A related interpretation is that the cortical locus of illusory contour formation comes before that of crowding. Illusory contours may have already formed before the inducer orientation information is crowded out. Single cell recording studies on monkeys showed that some V1 and V2 neurons were responsive to illusory contours (Grosof, Shapley, & Hawken,
1993; von der Heydt, Peterhans, & Baumgartner,
1984). Subsequently, multiple areas including V1 and V2 along the human visual pathway were shown to process or represent illusory contour information (Ffytche & Zeki,
1996; Montaser-Kouhsari, Landy, Heeger, & Larsson,
2007; Seghier et al.,
2000).

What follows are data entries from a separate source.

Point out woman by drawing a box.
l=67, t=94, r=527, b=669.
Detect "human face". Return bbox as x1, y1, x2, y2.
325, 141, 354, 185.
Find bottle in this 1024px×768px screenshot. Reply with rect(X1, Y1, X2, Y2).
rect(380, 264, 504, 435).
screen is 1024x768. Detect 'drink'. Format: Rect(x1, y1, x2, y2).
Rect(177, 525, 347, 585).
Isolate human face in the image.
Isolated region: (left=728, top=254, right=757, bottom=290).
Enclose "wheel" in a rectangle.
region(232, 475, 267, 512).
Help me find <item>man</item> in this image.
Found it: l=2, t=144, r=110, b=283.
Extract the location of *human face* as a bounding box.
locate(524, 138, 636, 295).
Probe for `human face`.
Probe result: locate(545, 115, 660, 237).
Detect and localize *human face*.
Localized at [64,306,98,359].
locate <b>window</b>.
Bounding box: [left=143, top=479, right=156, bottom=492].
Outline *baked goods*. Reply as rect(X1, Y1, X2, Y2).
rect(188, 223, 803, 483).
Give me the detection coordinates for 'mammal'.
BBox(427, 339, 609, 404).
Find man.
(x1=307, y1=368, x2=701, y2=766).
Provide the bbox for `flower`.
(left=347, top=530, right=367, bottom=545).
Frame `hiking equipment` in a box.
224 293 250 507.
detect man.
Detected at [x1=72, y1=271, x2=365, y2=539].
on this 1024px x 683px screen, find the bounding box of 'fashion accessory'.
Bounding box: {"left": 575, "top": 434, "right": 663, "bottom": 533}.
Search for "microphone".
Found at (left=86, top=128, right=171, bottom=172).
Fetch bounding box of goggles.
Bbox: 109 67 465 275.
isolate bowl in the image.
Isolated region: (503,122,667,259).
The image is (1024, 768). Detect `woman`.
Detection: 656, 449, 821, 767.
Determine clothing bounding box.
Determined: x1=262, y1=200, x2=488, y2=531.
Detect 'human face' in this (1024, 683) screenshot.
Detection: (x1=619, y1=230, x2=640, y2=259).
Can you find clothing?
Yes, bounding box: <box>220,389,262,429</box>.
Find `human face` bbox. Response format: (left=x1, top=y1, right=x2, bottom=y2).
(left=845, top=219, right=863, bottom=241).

More recently, Wu, He, Bushara, Zeng, Liu, and Zhang (
2011) studied how different visual areas would respond to Kanizsa squares with small or large gaps among the inducers. They argued that the
local illusory contour completion became more prominent when the gaps were large, while the
global illusory shape representation became more prominent when the gaps were small. Consistent with their hypothesis, human V1 was more active in the large-gap condition than in the small-gap condition, with human LOC showing the opposite direction. However, Wu et al.'s (
2011) findings did not address the temporal aspect of cortical responses to test whether the observed V1 responses to illusory contour were a result of feedback from other visual areas (Murray, Wylie, Higgins, Javitt, Schroeder, and Foxe,
2002; Shpaner, Murray, & Foxe,
2009; Stanley & Rubin,
2003). Lee and Nguyen (
2001) observed the temporal properties of monkey V1 and V2 neuronal responses to illusory contours and found that V2 responded earlier to the illusory contours than V1. Combining data from electrophysiology and functional magnetic resonance imaging (fMRI), Murray et al. (
2002) suggested that the cortical responses in V1 and V2 were due to feedback from the lateral occipital complex (LOC), where the response to illusory contours seemed to have started. If illusory contours were formed before crowding, that would place crowding at a cortical locus after LOC in the visual processing stream. Nonetheless, our stimuli were more similar to Wu et al.'s (
2011) large-gap stimuli than the small-gap ones, V1 could also play an important role in our task.